Tuesday, February 20, 2007

The Meanings of Words

I am back on the edges of this tax-protestor thing again – from a different direction and partly my own fault. Ah well.

One of their arguments is that the tax system is “voluntary.” They interpret this according to the everyday meaning of voluntary, as in a voluntary contribution to a charity, or enlisting in the armed services rather than being drafted. It’s easy to see why this would be the first definition that would occur to anyone seeing it in print. “Hey! Voluntary! I never knew that; this is great! I’m not going to volunteer anymore.” As is usual, things that look too good to be true usually aren’t. Voluntary has a specific legal meaning in this case, in that you are allowed to figure out and submit the data yourself, rather than the government sending you a bill.

People don’t like that. It seems like some sort of trick or playing with words to them. The plain meaning of a word should be what wins the day, in their eyes.

But this happens with words all the time. Everyday words have specific meanings in context. I argued with my high school English teacher that such-and-such a character couldn’t be the “hero” of the book because he was so unheroic. To me, it seemed that the word hero required some sort of heroic behavior. It doesn’t. It’s a technical term. We use the word “depression” in an everyday sense, but medically it has a specific meaning; in the case of an agitated depression, it might even look quite different from the usual picture in our minds of a depressed person. Force has a specific meaning in physics. Culture has a specific meaning in anthropology. There are other meanings to those words, but those are irrelevant to the physics or anthropology discussion.

Words can even have dramatically different meanings in different contexts.
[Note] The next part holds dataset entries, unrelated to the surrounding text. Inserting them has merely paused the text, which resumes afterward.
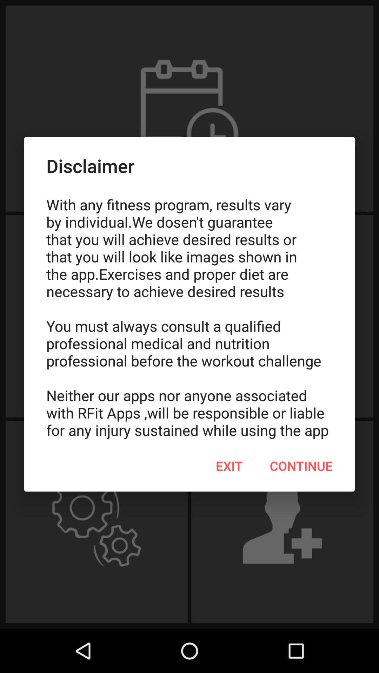 The width and height of the screenshot is (379, 673). What do you see at coordinates (229, 466) in the screenshot?
I see `tap the exit item` at bounding box center [229, 466].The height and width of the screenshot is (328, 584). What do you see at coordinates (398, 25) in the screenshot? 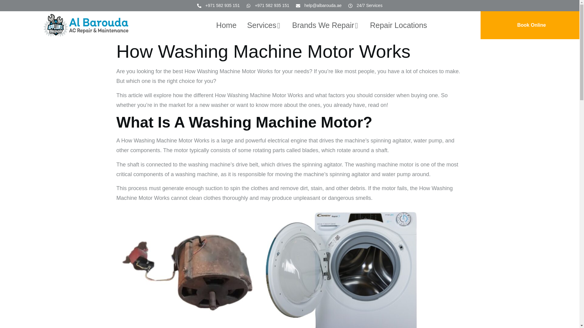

To a probate court, both biological and adopted children are your descendants. To a genetecist, only biological ones are. Who you call your children might be a third thing: she’s no daughter of mine – she cut herself off from the rest of us years ago.

One more example and I’m done. In my long twilight political arguments with my liberal uncle, he objects to my using the word “liberals” to describe people who subscribe to certain political ideas: belief in using government as a force for good, a fondness for transnationalism, a preference for more redistribution of wealth. He wishes to use the term “liberal” to mean open-mindedness, considering many options. It could mean that in some contexts, I suppose. But in current political discussion it simply doesn’t. We might argue about what the precise meaning of the word is, but it is a word about beliefs, and not attitudes in that context. None of us gets to veto the meaning in context. Refusing to be convinced doesn’t change the reality.

1 comment:

Anonymous said...

Having some considerable experience directly with tax protestors (and the related nonsense generally lumped under the category of 'posse commitatus'), most of it is an exercise in Lewis Carroll's maxim "Words mean what I say they mean." The tax protestors tend to focus on a particular phrase or word in the tax law and leverage that into their conclusions. They define the word so they define the result.